A computer sold on ebay for $35 was found to hold the personal data of over a million bank customers who hold accounts with American Express, Natwest and Royal Bank of Scotland.
Details such as names, addresses, mobile phone numbers, bank account numbers, sort codes, credit card numbers, mothers' maiden names and even signatures were discovered when the computer was sold by a former employee of archiving firm Graphic Data.
Buyer Andrew Chapman paid just £35.88 for the computer and was shocked to discover that the internal hard drive had not been erased and he was in possession of millions of pounds worth of credit card details.
Mr Chapman, a 56-year-old IT manager from Oxford, said: 'I couldn't believe it. In front of me was reams of extremely confidential information about thousands and thousands of people.'
Data from Natwest contained thousands of details from credit card applications, while details of 1,314 credit card balance transfers from American Express customers were on the hard drive, along with credit card applications and credit checks from Royal Bank of Scotland customers.
Graphic Data said of the incident: “Certain pieces of IT equipment have been removed from a secure area. We are seeking to recover this equipment, which apparently contained customer data. We take customer privacy and data security very seriously.”
A spokesman for NatWest and the Royal Bank of Scotland said: “Royal Bank of Scotland and NatWest take data protection extremely seriously and have very strict procedures to ensure the security of information at all times.”
“Any breach of these procedures is totally unacceptable and is investigated as a matter of urgency,” he added.
American Express simply said that they were “looking into it”.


Task brief:
Copy out all lines of the records in which the word "axis" appears.

Data supplied:

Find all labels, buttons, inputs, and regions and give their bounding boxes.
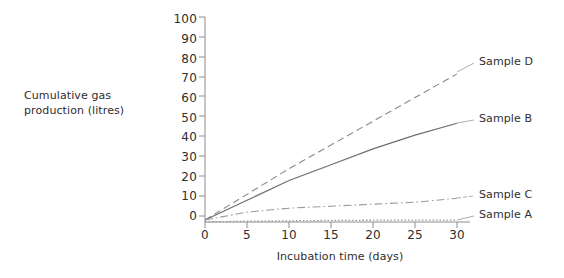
x-tick-marks — [205, 222, 457, 228]
leader-line-sample-a — [457, 216, 474, 220]
y-tick-marks — [199, 17, 205, 216]
series-label-sample-a: Sample A — [479, 208, 532, 221]
series-line-sample-c — [205, 198, 457, 220]
series-line-sample-b — [205, 123, 457, 220]
leader-line-sample-c — [457, 196, 474, 198]
series-label-sample-b: Sample B — [479, 112, 532, 125]
series-label-sample-d: Sample D — [479, 55, 533, 68]
leader-line-sample-d — [457, 63, 474, 72]
leader-line-sample-b — [457, 120, 474, 123]
series-label-sample-c: Sample C — [479, 188, 532, 201]
gas-production-line-chart: Cumulative gas production (litres) 100 9… — [0, 0, 564, 278]
series-line-sample-d — [205, 74, 457, 220]
plot-area — [0, 0, 564, 278]
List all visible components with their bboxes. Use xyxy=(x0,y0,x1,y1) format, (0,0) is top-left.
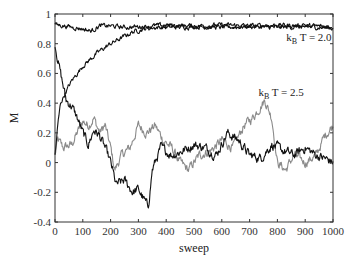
y-tick-label: -0.4 xyxy=(34,216,52,228)
x-tick-label: 500 xyxy=(186,225,203,237)
y-tick-label: 0 xyxy=(46,157,52,169)
x-tick-label: 100 xyxy=(75,225,92,237)
y-tick-label: 0.6 xyxy=(37,67,51,79)
y-tick-label: 1 xyxy=(46,8,52,20)
y-tick-label: -0.2 xyxy=(34,186,51,198)
x-tick-label: 0 xyxy=(52,225,58,237)
series-layer xyxy=(55,22,333,208)
magnetization-chart: 01002003004005006007008009001000 -0.4-0.… xyxy=(0,0,357,262)
x-tick-label: 400 xyxy=(158,225,175,237)
y-tick-label: 0.4 xyxy=(37,97,51,109)
x-tick-label: 900 xyxy=(297,225,314,237)
y-tick-label: 0.2 xyxy=(37,127,51,139)
x-tick-label: 200 xyxy=(102,225,119,237)
x-tick-label: 600 xyxy=(214,225,231,237)
x-tick-label: 1000 xyxy=(322,225,345,237)
y-tick-label: 0.8 xyxy=(37,38,51,50)
y-axis-label: M xyxy=(7,112,21,123)
series-annotation: kB T = 2.5 xyxy=(258,86,304,101)
annotations: kB T = 2.0kB T = 2.5 xyxy=(258,31,332,101)
x-tick-label: 300 xyxy=(130,225,147,237)
x-axis-label: sweep xyxy=(179,241,209,255)
x-tick-label: 800 xyxy=(269,225,286,237)
x-tick-label: 700 xyxy=(241,225,258,237)
series-annotation: kB T = 2.0 xyxy=(286,31,332,46)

Reply:
y-axis-label: M xyxy=(7,112,21,123)
x-axis-label: sweep xyxy=(179,241,209,255)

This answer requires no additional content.